When recognized, these myths often take the form of the missing link between the desire for some goal of racial justice and its realization. Black civil rights lawyers propound the myth that this case or that court may provide the long-sought solution to racial division. They fantasize and strategize about hazy future events that may bring us a long-envisioned racial equality. White people cling to the belief that racial justice may be realized without any loss of their privileged position. Even at this late date, some find new comfort in the old saw that "these things" -- meaning an end to racial discrimination -- "take time." The psychological motivations behind the myths perpetrated by people of both races can be sufficiently complex to engender book-length explanations by psychiatrists. Racial stereotypes are also part of this suffocating web of myth that forms the rationale of inaction, but it is not necessary to catalogue here the myriad stereotypes about black people that have served since the days of slavery to ease the consciences of the thoughtful and buoy the egos of the ignorant.

The contemporary myths that confuse and inhibit current efforts to achieve racial justice have informed all of our racial history. Myth alone, not history, supports the statements of those who claim that the slavery contradiction was finally resolved by a bloody civil war. The Emancipation Proclamation was intended to serve the interests of the Union, not the blacks, a fact that Lincoln himself admitted. The Civil War amendments, while more vague in language and ambiguous in intent, actually furthered the goals of northern industry and politics far better and longer than they served to protect even the most basic rights of the freedmen. The meager promises of physical protection contained in the civil rights statutes adopted in the post-Civil War period were never effectively honored. Hardly a decade later, the political compromise settling the disputed Hayes-Tilden election once again left the freedmen to the reality of life with their former masters. Finally, the much-discussed "40 acres and a mule," hardly extravagant reparations for an enslaved people who literally built the nation, never got beyond the discussion stage.

The reason that the Civil War amendments failed to produce equality for blacks remains an all-too-familiar barrier today: effective remedies for harm attributable to discrimination in society in general will not be granted to blacks if that relief involves a significant cost to whites. Even in northern states, abolitionists' efforts following the Revolutionary War were stymied by this unspoken principle. Today, affirmative action remedies as well as mandatory school desegregation plans founder as whites balk at bearing the cost of racial equality.

Throughout this history of unkept promises and myth-making about the possibility and proximity of racial equality, racial policy via fantasy has not been the exclusive province of "the perpetrator perspective." Black victims of racial oppression also subscribe to myths about racial issues.

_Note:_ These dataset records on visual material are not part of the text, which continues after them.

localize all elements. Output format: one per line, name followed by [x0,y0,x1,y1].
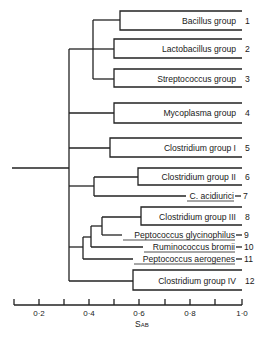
leaf-label-5: Clostridium group I [164,143,236,153]
leaf-number-2: 2 [245,44,250,54]
leaf-label-10: Ruminococcus bromii [153,242,235,252]
dendrogram: Bacillus group Lactobacillus group Strep… [0,0,264,341]
leaf-number-12: 12 [245,276,255,286]
leaf-label-11: Peptococcus aerogenes [143,254,235,264]
leaf-label-8: Clostridium group III [159,212,236,222]
leaf-number-9: 9 [244,230,249,240]
leaf-number-1: 1 [245,16,250,26]
axis-title-sub: AB [141,322,149,328]
leaf-number-6: 6 [245,172,250,182]
leaf-number-10: 10 [244,242,254,252]
leaf-number-4: 4 [245,108,250,118]
leaf-label-9: Peptococcus glycinophilus [134,230,235,240]
axis-title: SAB [135,319,149,329]
leaf-label-6: Clostridium group II [161,172,236,182]
tick-label-1-0: 1·0 [236,309,248,318]
leaf-numbers: 1 2 3 4 5 6 7 8 9 10 11 12 [243,16,255,286]
tick-label-0-8: 0·8 [184,309,196,318]
leaf-labels: Bacillus group Lactobacillus group Strep… [123,16,236,286]
leaf-number-8: 8 [245,212,250,222]
leaf-label-7: C. acidiurici [190,191,235,201]
leaf-number-7: 7 [243,191,248,201]
tick-label-0-4: 0·4 [83,309,95,318]
x-axis: 0·2 0·4 0·6 0·8 1·0 SAB [14,299,248,329]
tick-label-0-2: 0·2 [33,309,45,318]
leaf-label-2: Lactobacillus group [162,44,236,54]
leaf-label-12: Clostridium group IV [158,276,236,286]
leaf-number-11: 11 [244,254,253,264]
tick-label-0-6: 0·6 [133,309,145,318]
leaf-label-1: Bacillus group [182,16,236,26]
leaf-label-3: Streptococcus group [157,74,236,84]
leaf-number-5: 5 [245,143,250,153]
leaf-label-4: Mycoplasma group [163,108,236,118]
leaf-number-3: 3 [245,74,250,84]
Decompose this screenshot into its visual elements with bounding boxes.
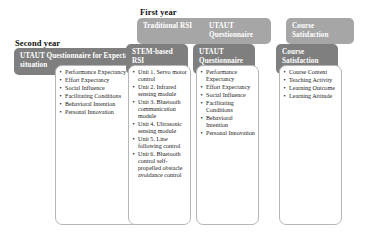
panel-utaut-constructs: Performance Expectancy Effort Expectancy…: [196, 65, 259, 225]
second-year-label: Second year: [15, 38, 60, 48]
list-item: Facilitating Conditions: [200, 100, 256, 114]
list-item: Behavioral Intention: [200, 115, 256, 129]
research-design-diagram: First year Second year UTAUT Questionnai…: [0, 0, 366, 239]
list-item: Unit 3. Bluetooth communication module: [132, 99, 188, 120]
list-item: Unit 6. Bluetooth control self-propelled…: [132, 151, 188, 179]
first-year-label: First year: [140, 7, 177, 17]
list-questionnaire-expectation: Performance Expectancy Effort Expectancy…: [56, 66, 139, 120]
list-item: Performance Expectancy: [200, 69, 256, 83]
chip-utaut-questionnaire-back[interactable]: UTAUT Questionnaire: [203, 18, 271, 44]
chip-course-satisfaction-back[interactable]: Course Satisfaction: [286, 18, 354, 44]
list-item: Unit 5. Line following control: [132, 136, 188, 150]
list-item: Effort Expectancy: [59, 77, 137, 84]
list-item: Learning Attitude: [283, 93, 339, 100]
panel-rsi-units: Unit 1. Servo motor control Unit 2. Infr…: [128, 65, 191, 225]
list-item: Facilitating Conditions: [59, 93, 137, 100]
list-utaut-constructs: Performance Expectancy Effort Expectancy…: [197, 66, 258, 140]
list-item: Social Influence: [59, 85, 137, 92]
list-item: Personal Innovation: [200, 130, 256, 137]
list-item: Personal Innovation: [59, 109, 137, 116]
list-item: Effort Expectancy: [200, 84, 256, 91]
list-rsi-units: Unit 1. Servo motor control Unit 2. Infr…: [129, 66, 190, 182]
chip-traditional-rsi[interactable]: Traditional RSI: [137, 18, 212, 44]
list-item: Unit 2. Infrared sensing module: [132, 84, 188, 98]
list-item: Social Influence: [200, 92, 256, 99]
panel-course-satisfaction: Course Content Teaching Activity Learnin…: [279, 65, 342, 225]
list-item: Unit 4. Ultrasonic sensing module: [132, 121, 188, 135]
list-item: Unit 1. Servo motor control: [132, 69, 188, 83]
list-item: Teaching Activity: [283, 77, 339, 84]
list-course-satisfaction: Course Content Teaching Activity Learnin…: [280, 66, 341, 103]
list-item: Course Content: [283, 69, 339, 76]
list-item: Behavioral Intention: [59, 101, 137, 108]
list-item: Learning Outcome: [283, 85, 339, 92]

The modern civil rights movement and its ringing imperative, "We Shall Overcome," must be seen as part of the American racial fantasy. This is not a condemnation. Much of what advocates call the "struggle" to throw off the fetters of subordinate status is simply an age-old effort to uncover the reality beneath the racial illusions that whites and blacks hold both about themselves and about each other.Clutching for ideological straws is understandable, but, unfortunately, the result is as predictable as that of the framers' fantasy...


http://www.breitbart.com/Big-Government/2012/03/11/Derrick%20Bell%20Critical%20Race%20Theory%20Constitution%20Elena%20Kagan%20Harvard%20Obama#disqus_thread





Elena Kagen now sits on the Supreme Court. Talk about chickens coming home to roost!
DrMaddVibe Offline
#22 Posted:
Joined: 10-21-2000
Posts: 55,554
http://www.breitbart.com/Breitbart-TV/2012/03/19/Prager-Schools-Soledad-Over-Failed-Critical-Race-Theory-Segment


I love it when the talking head goes to the tool shed and takes a beat down!